Dreams were more often a topic of conversation on Mayan Cay than anywhere else she’d lived. She did remember hearing of Stefano catching Thad’s dad out sleepwalking, and she told him of it, guiding him down the dock. He was wobbly, and she wondered if it had been a mistake to wake him so suddenly. They talked of dreams as they walked along the beach, and he began to shiver. His skin felt chilled now under her hand.
“Isn’t it funny you weren’t cold till you woke up?” She put an arm around him. “I don’t remember so much talk of dreaming when I first came to Mayan Cay. Maybe I wasn’t looking for it. I didn’t have so many myself.”
“Hey, My Lady of the Rum Belly, how were the pickin’s tonight?”
The little bitch Thad had performed drunken surgery on approached along the beach but stopped at his voice. It gave a startled yip and ran off.
“That’s gratitude. After all you’ve done.” Dixie realized she was jealous of the dog.
“Far as she’s concerned, all I’ve done is cause her pain.”

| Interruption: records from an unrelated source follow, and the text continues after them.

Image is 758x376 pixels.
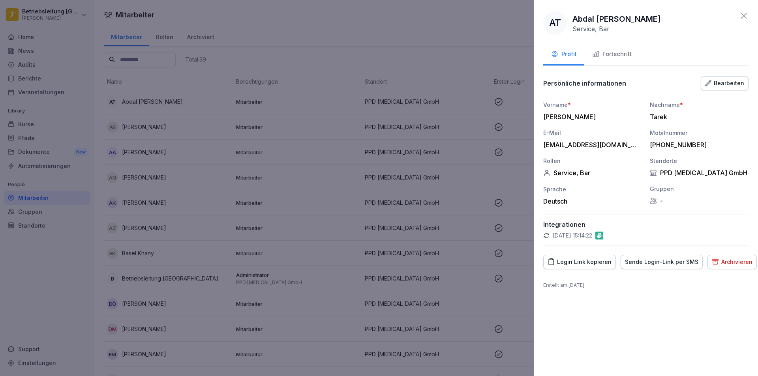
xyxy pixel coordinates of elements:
[572,13,660,25] p: Abdal [PERSON_NAME]
[543,157,642,165] div: Rollen
[705,79,744,88] div: Bearbeiten
[649,197,748,205] div: -
[649,101,748,109] div: Nachname
[649,169,748,177] div: PPD [MEDICAL_DATA] GmbH
[543,221,748,228] p: Integrationen
[543,185,642,193] div: Sprache
[543,255,616,269] button: Login Link kopieren
[572,25,609,33] p: Service, Bar
[543,129,642,137] div: E-Mail
[547,258,611,266] div: Login Link kopieren
[552,232,592,239] p: [DATE] 15:14:22
[543,169,642,177] div: Service, Bar
[625,258,698,266] div: Sende Login-Link per SMS
[620,255,702,269] button: Sende Login-Link per SMS
[649,113,744,121] div: Tarek
[543,113,638,121] div: [PERSON_NAME]
[543,11,567,35] div: AT
[543,141,638,149] div: [EMAIL_ADDRESS][DOMAIN_NAME]
[543,44,584,65] button: Profil
[584,44,639,65] button: Fortschritt
[649,129,748,137] div: Mobilnummer
[543,282,748,289] p: Erstellt am : [DATE]
[711,258,752,266] div: Archivieren
[543,79,626,87] p: Persönliche informationen
[700,76,748,90] button: Bearbeiten
[649,185,748,193] div: Gruppen
[551,50,576,59] div: Profil
[707,255,756,269] button: Archivieren
[595,232,603,239] img: gastromatic.png
[543,197,642,205] div: Deutsch
[543,101,642,109] div: Vorname
[649,141,744,149] div: [PHONE_NUMBER]
[649,157,748,165] div: Standorte
[592,50,631,59] div: Fortschritt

“You really like animals, huh? I mean, besides the fact they provide you with a living?”
“That animal is a fellow creature who has gotten the short end of the stick in this world.”
“You know, you were almost sane when you came to this island?” They’d reached the door of Edward P. Alexander III’s house. Dixie snuggled closer to his son. “Offer another fellow creature a drin
k?”
It was too dark to see his expression, but his hesitation revealed they both knew what she was asking for. He relaxed against her, and a light line opened in his face as he smiled. “Sure, why not?”

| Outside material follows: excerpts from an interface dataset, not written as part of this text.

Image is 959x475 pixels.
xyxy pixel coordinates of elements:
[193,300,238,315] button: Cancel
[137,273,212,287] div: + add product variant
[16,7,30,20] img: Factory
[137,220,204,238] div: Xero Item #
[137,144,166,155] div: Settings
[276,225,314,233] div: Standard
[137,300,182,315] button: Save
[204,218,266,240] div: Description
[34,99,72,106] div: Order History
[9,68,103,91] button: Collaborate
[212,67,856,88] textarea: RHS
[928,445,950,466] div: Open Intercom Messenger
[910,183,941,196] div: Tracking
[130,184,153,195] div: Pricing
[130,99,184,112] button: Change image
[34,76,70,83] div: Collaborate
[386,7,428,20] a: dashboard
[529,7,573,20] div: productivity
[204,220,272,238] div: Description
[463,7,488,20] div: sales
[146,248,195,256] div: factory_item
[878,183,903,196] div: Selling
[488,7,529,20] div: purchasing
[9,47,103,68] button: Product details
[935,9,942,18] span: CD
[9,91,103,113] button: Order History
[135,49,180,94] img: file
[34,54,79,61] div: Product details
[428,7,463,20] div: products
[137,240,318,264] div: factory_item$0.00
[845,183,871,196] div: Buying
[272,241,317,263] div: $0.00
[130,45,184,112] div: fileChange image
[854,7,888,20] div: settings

Later, Dixie wondered who he was pretending she was as their hands explored the other’s body and she felt the rough and healing places from his day of horror on the Metnál. Perhaps he thought of the ex-Mrs. Thad Alexander.

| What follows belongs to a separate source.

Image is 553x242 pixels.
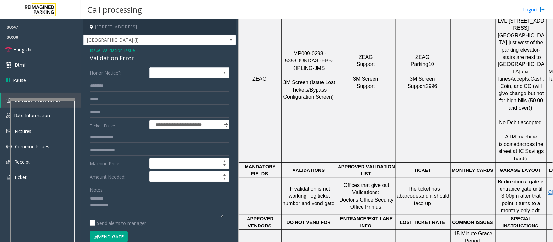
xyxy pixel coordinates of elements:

No matter. Dixie knew he’d be a part of her fantasy life for a long time, even if he never touched her again.
25
With the sutures removed from his patient, Thad consented to talk to Geoffrey Hindsly. He told him of the Ambergris and his father’s crazy notions about ancient machinery running amok. He didn’t expect Hindsly to believe any of it.
The next day he went out with Eliseo, Don Bodecker, and the Englishman to set a marker buoy where the “thing” had risen above the water. Harry refused to go. No one bothered Martha with the plan. All they had to do was to locate the submarine and they’d know they were in the right place. The U.S. Navy would fly in a group of specialists—oceanographers—to investigate the waters marked by the buoy.
Don Bodecker was grim. And sober for the first time Thad could remember since what they all referred to now as the “accident.” Their wet suits ruined, both he and Thad wore T-shirts and blue jeans.
“This really isn’t necessary.” But Hindsly gazed curiously over the side of the dive boat, a smaller version of the one in the accident. “The experts will be here shortly and surely can discover more than you.”
He’d impressed them with the credentials of the luminaries about to descend on the Metnál. A geologist would take samples of any volcanic rock found in the area. A chemical oceanographer would check for unusual chemical properties or imbalances in the water—acidity perhaps—or the ozone content. An ichthyologist and biologist would check out the fish, live coral, and plant life. Every conceivable aspect of the mystery would be probed by those with the knowledge to solve it.